I read a book recently, Million Dollar Weekend by Noah Kagan, in it Noah relates the story of his father who was a door to door salesperson and his frame of mind when it came to getting rejected was to set a “rejection goal” every single day. Inevitably, within that rejection goal, you may have one or two people who are actually interested in talking to you, and one or two people who are interesting in what you are selling. If you make the goal the number of times you can be rejected, rather than seeing rejection as having failed, you are much more likely to get somewhere with your business. Contrast this to a job in which your goal is to create something, or build something. The only person likely to reject you is your boss or manager. If you are somewhat more client facing then you may also have to face rejection every day, but it’s likely that your income doesn’t completely depend on this one single client. When you are self employed and looking for work, it can be easy to feel like your income does rely on one single client and this can put you in a mindset of scarcity and fear, and while a little fear might be good to help you get motivated in the morning, too much can be debilitating. So it’s important to approach a business with the mindset of working with multiple clients, and even before you start a business trying to see if there might be potential clients that would want what you are selling is a great idea to validate a business idea, even better if they give you a deposit for the thing you are selling. It’s important to not rely too heavily on one single client for all of your income for all the reasons I stated above.

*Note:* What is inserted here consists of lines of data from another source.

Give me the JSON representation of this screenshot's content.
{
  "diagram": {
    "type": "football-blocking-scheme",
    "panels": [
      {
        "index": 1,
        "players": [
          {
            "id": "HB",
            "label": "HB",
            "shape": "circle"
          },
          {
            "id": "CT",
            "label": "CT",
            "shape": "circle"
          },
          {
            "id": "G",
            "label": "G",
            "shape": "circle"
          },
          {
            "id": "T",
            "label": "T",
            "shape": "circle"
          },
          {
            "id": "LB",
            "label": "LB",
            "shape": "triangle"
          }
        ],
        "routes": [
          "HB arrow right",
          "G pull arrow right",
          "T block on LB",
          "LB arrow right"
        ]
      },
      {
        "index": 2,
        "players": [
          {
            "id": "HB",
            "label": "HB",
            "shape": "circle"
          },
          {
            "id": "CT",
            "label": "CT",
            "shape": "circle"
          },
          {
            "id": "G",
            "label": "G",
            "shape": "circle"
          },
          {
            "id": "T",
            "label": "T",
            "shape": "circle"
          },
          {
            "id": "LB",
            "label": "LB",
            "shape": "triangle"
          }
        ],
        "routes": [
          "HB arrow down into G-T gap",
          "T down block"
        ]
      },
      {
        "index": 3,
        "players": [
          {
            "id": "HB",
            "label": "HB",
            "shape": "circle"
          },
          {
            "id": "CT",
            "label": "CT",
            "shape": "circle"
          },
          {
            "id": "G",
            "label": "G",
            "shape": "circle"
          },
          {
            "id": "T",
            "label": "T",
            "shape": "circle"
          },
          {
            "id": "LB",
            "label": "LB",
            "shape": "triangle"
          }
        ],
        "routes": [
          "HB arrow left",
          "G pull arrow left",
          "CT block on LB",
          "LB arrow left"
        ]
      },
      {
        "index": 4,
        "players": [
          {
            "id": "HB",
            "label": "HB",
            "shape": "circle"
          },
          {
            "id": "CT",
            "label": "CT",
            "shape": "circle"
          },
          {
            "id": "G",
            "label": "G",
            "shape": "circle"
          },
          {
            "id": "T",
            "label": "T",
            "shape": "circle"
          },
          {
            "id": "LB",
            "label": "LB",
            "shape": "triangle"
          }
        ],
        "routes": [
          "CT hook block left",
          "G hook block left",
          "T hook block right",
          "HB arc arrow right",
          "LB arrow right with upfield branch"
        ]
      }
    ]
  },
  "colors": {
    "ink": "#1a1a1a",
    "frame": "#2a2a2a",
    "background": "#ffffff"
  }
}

Employees Can Be Self Employed Too

Another pro for being an employee is that, frequently, there is a path to becoming self-employed. If you work in an industry long enough or become respected enough in the skills that you have and the things that you do, and have people that you know would want to continue working with you specifically. Then you have the foundation of a good business, and you’d be doing what you are already doing which would reduce the overall amount of skills that you’d have to pick up that relate to entrepreneurship, and you may be able to avoid marketing altogether and simply operate off referrals. From this point of view being employed can be very beneficial, but you’d have to work in an industry where your skills are important to the job, not just being a warm body that most anyone can replicate. The more regulation, the more difficult, the more qualifications you need the better because it will make the work that you do and the skills that you have valuable. I’m going to point to something that doesn’t immediately jump to most people’s minds when they things of “business” and that is healthcare. Depending on your healthcare profession, there may be a path to either a very high income, or opening your own practice, and “professional” degree in which you can open a practice or some kind can be a good path to self-employment if you work in the industry for a while first because there will be demand for your skills.

No Matter What You Do You Can’t Do It Alone:

There is no real right or wrong way to start a business, but there is a right and wrong mindset to operate from, ultimately, you are going to be working with people, and people involve relationships, so if there’s any one skill you absolutely need or need to learn its how to be a relational person, everything other skill or talent you have is not useful if you have no one to show it or sell it to. This doesn’t mean that you can’t create a business from nothing, there are lots of software companies that pretty much exclusively exist in website or app form. But these companies are still relational companies because they are solving a problem for people, without the people there would be no company. So it’s fine to make software, to learn skills that you can sell, to do something similar to what someone has done before, but at the end of the day it will always come down to how do you reach people and get them interested enough to pay you for the thing that you are doing or the product that you are selling. I’ll leave the discussion here for now, I’m still learning and reading a lot about building businesses and becoming a better communicator and working to build better relationships. All of these little things are important in the grand scheme of life and in the grand scheme of business as well.